Today was our office's day for drug testing. The powers-that-be are changing and one of the new policies is your standard zero-tolerance attitude.
So a few days ago we got word that the drug screening crew was coming to the office. Not being a user of anything but copious amounts of caffeine (heck, I'm not even high on life <G>), I have no idea how long things stay in your system, or what the best shady convenience-store-brand system-cleaning product is best. But I found it odd that we got fair warning.
Today was the screening, and the office was full of people pounding water and soft drinks, and then sitting uncomfortably, bladders full to bursting as they waited their turn.
When it came my turn, I walked out to the restrooms, only to find two nurses blocking not only the doors to the restroom but the hallway as well. Both restrooms were out of commission for anything but drug-testing, and I thought of the little fellow in our building who seems allergic to the urinals on his own floor. What if he were to come bounding up to our restroom, full of shifty confidence and pee, only to find things shut down? Would he force his way in?
All in all, I'm not sure about the bunch running the show. The directions were pretty standard: take this cup, pee, don't flush, don't wash your hands, bring it back out.

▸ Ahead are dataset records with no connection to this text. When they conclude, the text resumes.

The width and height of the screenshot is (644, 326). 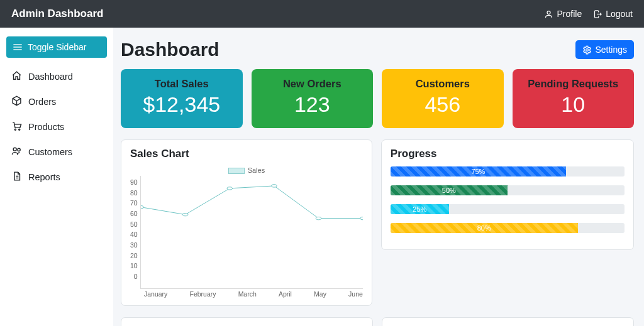 What do you see at coordinates (508, 228) in the screenshot?
I see `progress-bar: 80%` at bounding box center [508, 228].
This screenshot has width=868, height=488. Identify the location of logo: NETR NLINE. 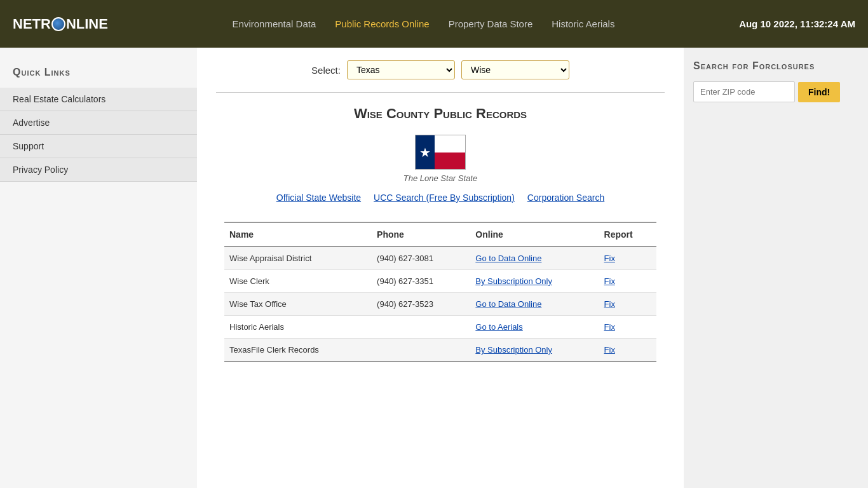
(60, 24).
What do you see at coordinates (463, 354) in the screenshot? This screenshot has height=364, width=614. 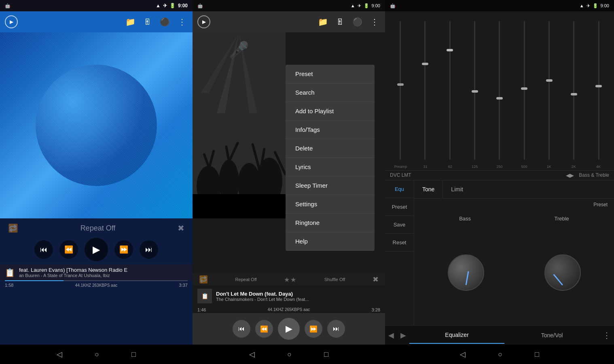 I see `back-icon-3: ◁` at bounding box center [463, 354].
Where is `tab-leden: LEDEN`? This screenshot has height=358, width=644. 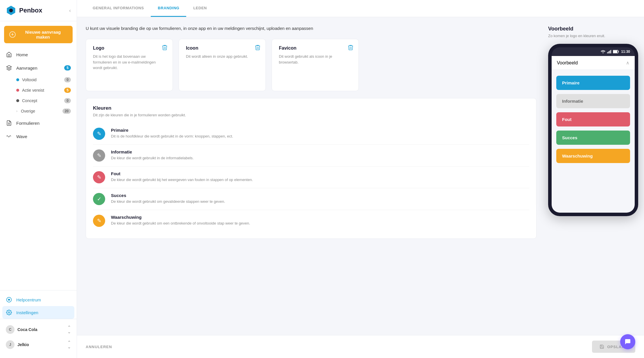
tab-leden: LEDEN is located at coordinates (200, 8).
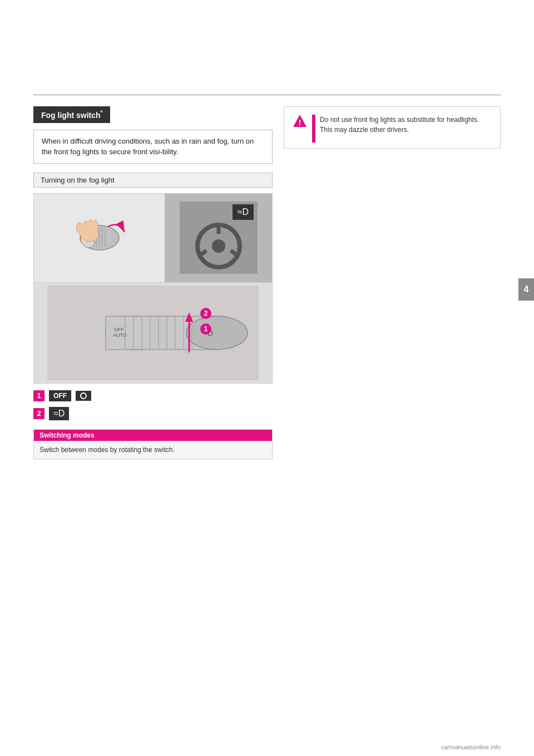 This screenshot has height=756, width=534. What do you see at coordinates (526, 289) in the screenshot?
I see `page-number: 4` at bounding box center [526, 289].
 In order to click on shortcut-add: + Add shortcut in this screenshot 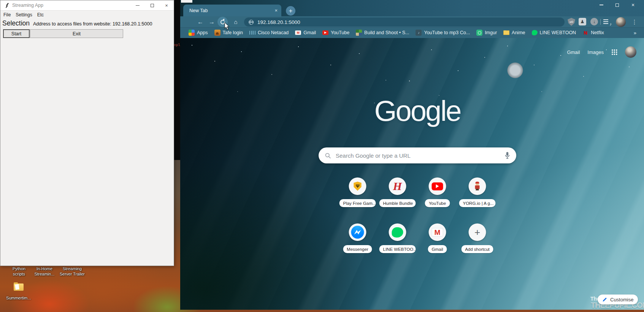, I will do `click(477, 238)`.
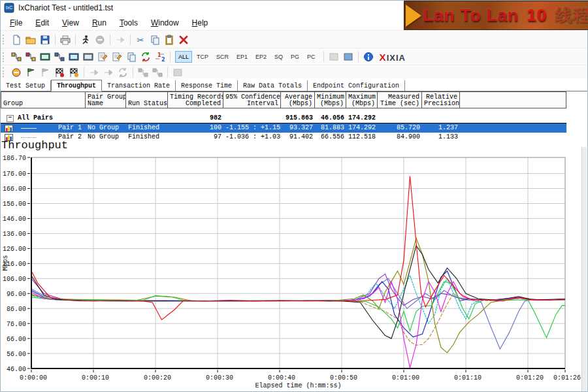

Ah, but that "bring it back out" part -- that's the doozy. You go in, do your business, and come back out, only to find about three of your co-workers standing there looking at you holding a cup of your pee. And then your sample sits there while the nurse fills out the various labels and has you sign the forms. I was tempted to say to my coworkers, "Why yes, this is my pee! Notice the golden tones that can come only from an extended stay in my bladder. I think a mixture of sweet tea early in the morning, along with some cold pizza, is really the only way to produce a sample that captures the light just so."
Pretty soon, it was all over, and the nurses went their way, but not before leaving two trash cans of used sample cups (they poured what they needed into vials and disposed of the rest) not only out in the open, but under the water fountain. Way to go, folks.
03/10/06 -- 12:39 p.m.
Ye gods, the age is starting to show. I've been battling a chest and head cold that's put me on my back twice in the last month, and which has made me a miserable coughing, sneezing, phlegmy wreck the rest of the time. No exaggeration, I actually had a coughing fit in the car the other night during which I'm certain time slowed down and I thought I was going to pass out. No fun. I just don't heal like I used to.

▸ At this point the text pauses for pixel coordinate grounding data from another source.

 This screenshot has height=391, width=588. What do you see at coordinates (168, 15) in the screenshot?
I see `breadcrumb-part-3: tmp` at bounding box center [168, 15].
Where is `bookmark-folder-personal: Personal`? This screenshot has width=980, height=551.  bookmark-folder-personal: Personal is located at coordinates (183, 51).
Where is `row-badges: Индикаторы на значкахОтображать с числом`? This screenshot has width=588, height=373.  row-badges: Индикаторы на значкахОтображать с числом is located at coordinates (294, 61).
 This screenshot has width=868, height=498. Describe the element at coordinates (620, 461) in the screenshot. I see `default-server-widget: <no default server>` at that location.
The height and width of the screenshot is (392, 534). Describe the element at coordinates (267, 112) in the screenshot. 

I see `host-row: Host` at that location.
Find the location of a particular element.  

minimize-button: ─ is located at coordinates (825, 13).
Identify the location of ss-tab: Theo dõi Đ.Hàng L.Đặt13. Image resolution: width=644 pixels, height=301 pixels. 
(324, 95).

Naturally, being the optimist that I am, I've taken this new inability to shake colds, and flash-forwarded to the future. I'm sixty, in the hospital recovering from a head wound from my wife who, after decades of my leaving my clothes and wet towels on the bed, finally couldn't take anymore. I catch pneumonia, kick the bucket, and then find out that the afterlife is actually like Albert Brooks' Defending Your Life, and you have to justify all of your life choices.
Of course, with my memory, seeing a lot of my life again would be just like seeing it for the first time. I can see myself on the edge of my seat, sipping some tea, wondering how each scene is going to play out. And with my luck, the whole thing would have a period soundtrack, so I'd have to rewatch certain high school years to the sounds of Bon Jovi.
So anyway, posting's been nearly nonexistent, which is really for the best. Nothing's been going on. Plus, I'm a fall-off-the-edge-of-the-earth type of person anyone, so those who haven't heard from me probably didn't think anything strange was going on.